In this answer we will focus on the cubic term, which seems to be OP's main question.
The trilinear form $$t\equiv\langle\cdot,[\cdot,\cdot]\rangle: \mathfrak{g}\times \mathfrak{g}\times\mathfrak{g}\to \mathbb{C}\tag{A}$$ is totally antisymmetric, because the bilinear form $\langle\cdot,\cdot\rangle$ is invariant/associative.
Consider fields ${\bf e}$ that are both Lie-algebra-valued, form-valued & supernumber-valued. Note that in OP's references the $n$-forms are (implicitly) interpreted as carrying Grassmann-degree $n$ (modulo 2). The total Grassmann-parity of the fields ${\bf e}$ is assumed to be odd, so that such fields anti-commute (in the appropriate graded symmetric tensor algebra). The trilinear form $t$ therefore becomes totally symmetric wrt. such fields.
In BV-CS theory (before gauge-fixing), we consider a minimal field $$ {\bf e} ~=~ c ~+~\underbrace{A_{\mu}\mathrm{d}x^{\mu}}_{=~{\bf A}}~+~\underbrace{A^{\ast\mu}(\star \mathrm{d}x)_{\mu}}_{=~{\bf A}^{\ast}} ~+~\underbrace{c^{\ast}\Omega}_{=~{\bf c}^{\ast}} \tag{B}$$ of above type, where $$(\star \mathrm{d}x)_{\mu}~:=~\frac{1}{2}\epsilon_{\mu\nu\lambda}\mathrm{d}x^{\nu}\wedge \mathrm{d}x^{\lambda}\tag{C}$$ and where $$\Omega~:=~\frac{1}{6}\epsilon_{\mu\nu\lambda}\mathrm{d}x^{\mu}\wedge\mathrm{d}x^{\nu}\wedge \mathrm{d}x^{\lambda} ~=~\frac{1}{3}\mathrm{d}x^{\mu}\wedge(\star \mathrm{d}x)_{\mu}.\tag{D}$$ (The wedges will be not be written explicitly from now on.)
The cubic action term is a multinomial expression $$\begin{align} \left. \frac{1}{6} t({\bf e},{\bf e},{\bf e})\right|_{\text{top-form}}~=~& \frac{1}{6}t({\bf A},{\bf A},{\bf A})+ t({\bf A}^{\ast},{\bf A},c) +\frac{1}{2}t({\bf c}^{\ast},c,c)\cr ~=~&\left( t(A_1,A_2,A_3)+ 3t(A^{\ast\mu},A_{\mu},c) +\frac{1}{2}t(c^{\ast},c,c)\right) \Omega.\end{align}\tag{E}$$$$\begin{align} \left. \frac{1}{6} t({\bf e},{\bf e},{\bf e})\right|_{\text{top-form}}~=~& \frac{1}{6}t({\bf A},{\bf A},{\bf A})+ t({\bf A}^{\ast},{\bf A},c) +\frac{1}{2}t({\bf c}^{\ast},c,c)\cr ~=~&\left( t(A_1,A_2,A_3)+ t(A^{\ast\mu},A_{\mu},c) +\frac{1}{2}t(c^{\ast},c,c)\right) \Omega.\end{align}\tag{E}$$ Note that in the first line of eq. (E) the (reciprocal) coefficient of each term of eq. (E) is precisely its symmetry factor. Eq. (E) agrees with OP's eq. (1).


If a line in the records below contains the word "Shift", return that line.

SOURCE INFORMATION:
== Segment start ==

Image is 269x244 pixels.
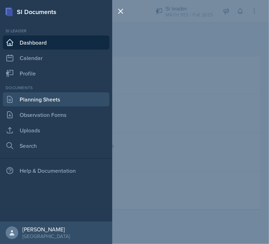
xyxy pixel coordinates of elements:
[3,123,109,137] a: Uploads
[22,226,70,233] div: [PERSON_NAME]
[3,35,109,49] a: Dashboard
[3,66,109,80] a: Profile
[3,163,109,177] div: Help & Documentation
[3,85,109,91] div: Documents
[3,51,109,65] a: Calendar
[3,108,109,122] a: Observation Forms
[3,139,109,153] a: Search
[3,28,109,34] div: Si leader
[22,233,70,240] div: [GEOGRAPHIC_DATA]
[3,92,109,106] a: Planning Sheets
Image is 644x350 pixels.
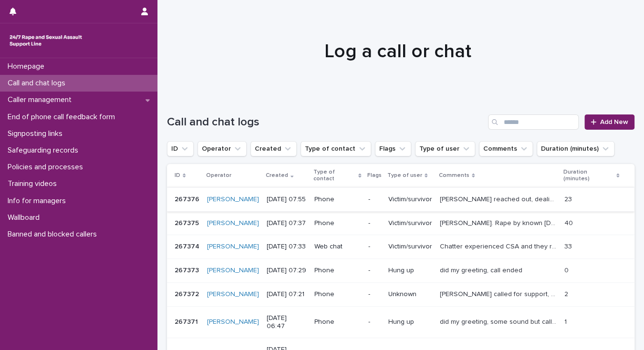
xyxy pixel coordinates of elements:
[314,195,361,204] p: Phone
[488,115,578,130] input: Search
[388,219,432,227] p: Victim/survivor
[368,219,381,227] p: -
[167,211,634,235] tr: 267375267375 [PERSON_NAME] [DATE] 07:37Phone-Victim/survivor[PERSON_NAME]. Rape by known [DEMOGRA...
[175,264,201,275] p: 267373
[479,141,533,156] button: Comments
[440,217,558,227] p: Amy. Rape by known male in Feb/March. DA relationship with ex husband. Saw her rapist on social m...
[175,316,200,326] p: 267371
[167,187,634,211] tr: 267376267376 [PERSON_NAME] [DATE] 07:55Phone-Victim/survivor[PERSON_NAME] reached out, dealing wi...
[251,141,297,156] button: Created
[440,194,558,204] p: Candice reached out, dealing with a lot, different types of abuse over long period of time, thoug...
[440,241,558,251] p: Chatter experienced CSA and they recently just told their family about it. Their feelings were ex...
[440,264,524,275] p: did my greeting, call ended
[266,219,307,227] p: [DATE] 07:37
[266,243,307,251] p: [DATE] 07:33
[8,31,84,50] img: rhQMoQhaT3yELyF149Cw
[207,266,259,275] a: [PERSON_NAME]
[4,79,73,88] p: Call and chat logs
[600,119,628,126] span: Add New
[388,318,432,326] p: Hung up
[167,259,634,283] tr: 267373267373 [PERSON_NAME] [DATE] 07:29Phone-Hung updid my greeting, call endeddid my greeting, c...
[167,235,634,259] tr: 267374267374 [PERSON_NAME] [DATE] 07:33Web chat-Victim/survivorChatter experienced CSA and they r...
[4,213,47,222] p: Wallboard
[175,217,201,227] p: 267375
[388,266,432,275] p: Hung up
[175,170,180,181] p: ID
[564,217,575,227] p: 40
[388,291,432,298] p: Unknown
[563,167,614,184] p: Duration (minutes)
[4,62,52,71] p: Homepage
[564,316,569,326] p: 1
[167,115,484,129] h1: Call and chat logs
[388,243,432,251] p: Victim/survivor
[314,219,361,227] p: Phone
[206,170,231,181] p: Operator
[167,40,629,63] h1: Log a call or chat
[564,194,574,204] p: 23
[367,170,382,181] p: Flags
[266,170,288,181] p: Created
[564,264,571,275] p: 0
[314,291,361,298] p: Phone
[387,170,422,181] p: Type of user
[300,141,371,156] button: Type of contact
[207,243,259,251] a: [PERSON_NAME]
[537,141,614,156] button: Duration (minutes)
[313,167,356,184] p: Type of contact
[368,318,381,326] p: -
[175,241,202,251] p: 267374
[564,241,574,251] p: 33
[4,112,123,121] p: End of phone call feedback form
[388,195,432,204] p: Victim/survivor
[4,163,90,172] p: Policies and processes
[585,115,634,130] a: Add New
[4,129,70,138] p: Signposting links
[440,288,558,298] p: Lianne called for support, 30 minutes offered, she said she will call back to try and get full 40.
[207,219,259,227] a: [PERSON_NAME]
[375,141,411,156] button: Flags
[368,195,381,204] p: -
[439,170,469,181] p: Comments
[207,291,259,298] a: [PERSON_NAME]
[368,243,381,251] p: -
[207,318,259,326] a: [PERSON_NAME]
[564,288,570,298] p: 2
[314,266,361,275] p: Phone
[4,179,64,188] p: Training videos
[314,318,361,326] p: Phone
[175,288,201,298] p: 267372
[4,95,79,104] p: Caller management
[4,197,73,206] p: Info for managers
[167,141,194,156] button: ID
[368,291,381,298] p: -
[415,141,475,156] button: Type of user
[314,243,361,251] p: Web chat
[4,146,86,155] p: Safeguarding records
[266,266,307,275] p: [DATE] 07:29
[440,316,558,326] p: did my greeting, some sound but caller could not be heard, call ended
[266,314,307,331] p: [DATE] 06:47
[4,230,104,239] p: Banned and blocked callers
[207,195,259,204] a: [PERSON_NAME]
[167,306,634,338] tr: 267371267371 [PERSON_NAME] [DATE] 06:47Phone-Hung updid my greeting, some sound but caller could ...
[266,195,307,204] p: [DATE] 07:55
[368,266,381,275] p: -
[167,282,634,306] tr: 267372267372 [PERSON_NAME] [DATE] 07:21Phone-Unknown[PERSON_NAME] called for support, 30 minutes ...
[197,141,246,156] button: Operator
[266,291,307,298] p: [DATE] 07:21
[175,194,202,204] p: 267376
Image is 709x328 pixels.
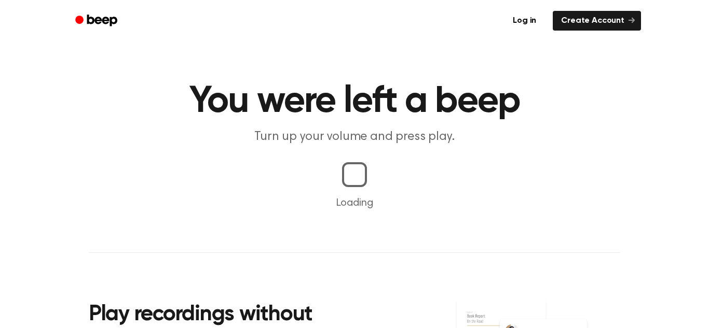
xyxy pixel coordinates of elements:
a: Beep [68,11,127,31]
a: Log in [502,9,546,33]
p: Loading [12,196,696,211]
p: Turn up your volume and press play. [155,129,553,146]
a: Create Account [552,11,641,31]
h1: You were left a beep [89,83,620,120]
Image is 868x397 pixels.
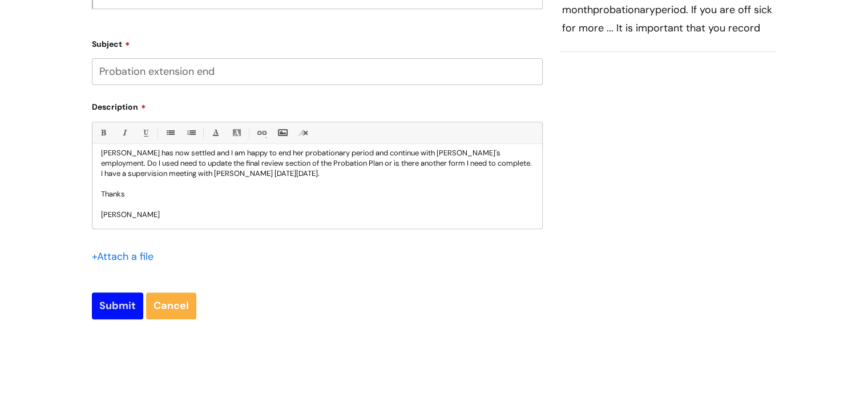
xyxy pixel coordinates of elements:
[146,293,196,319] a: Cancel
[92,98,543,112] label: Description
[92,293,143,319] input: Submit
[101,138,534,179] p: I extended the probationary period for [PERSON_NAME] - [PERSON_NAME]'s Probationary period was du...
[254,126,268,140] a: Link
[229,126,243,140] a: Back Color
[208,126,223,140] a: Font Color
[275,126,289,140] a: Insert Image...
[92,248,161,266] div: Attach a file
[92,36,543,49] label: Subject
[101,189,534,199] p: Thanks
[117,126,131,140] a: Italic (Ctrl-I)
[297,126,311,140] a: Remove formatting (Ctrl-\)
[138,126,153,140] a: Underline(Ctrl-U)
[101,210,534,220] p: [PERSON_NAME]
[96,126,110,140] a: Bold (Ctrl-B)
[593,3,655,17] span: probationary
[184,126,198,140] a: 1. Ordered List (Ctrl-Shift-8)
[163,126,177,140] a: • Unordered List (Ctrl-Shift-7)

== Segment end ==

ANSWER SECTION:
[184,126,198,140] a: 1. Ordered List (Ctrl-Shift-8)
[163,126,177,140] a: • Unordered List (Ctrl-Shift-7)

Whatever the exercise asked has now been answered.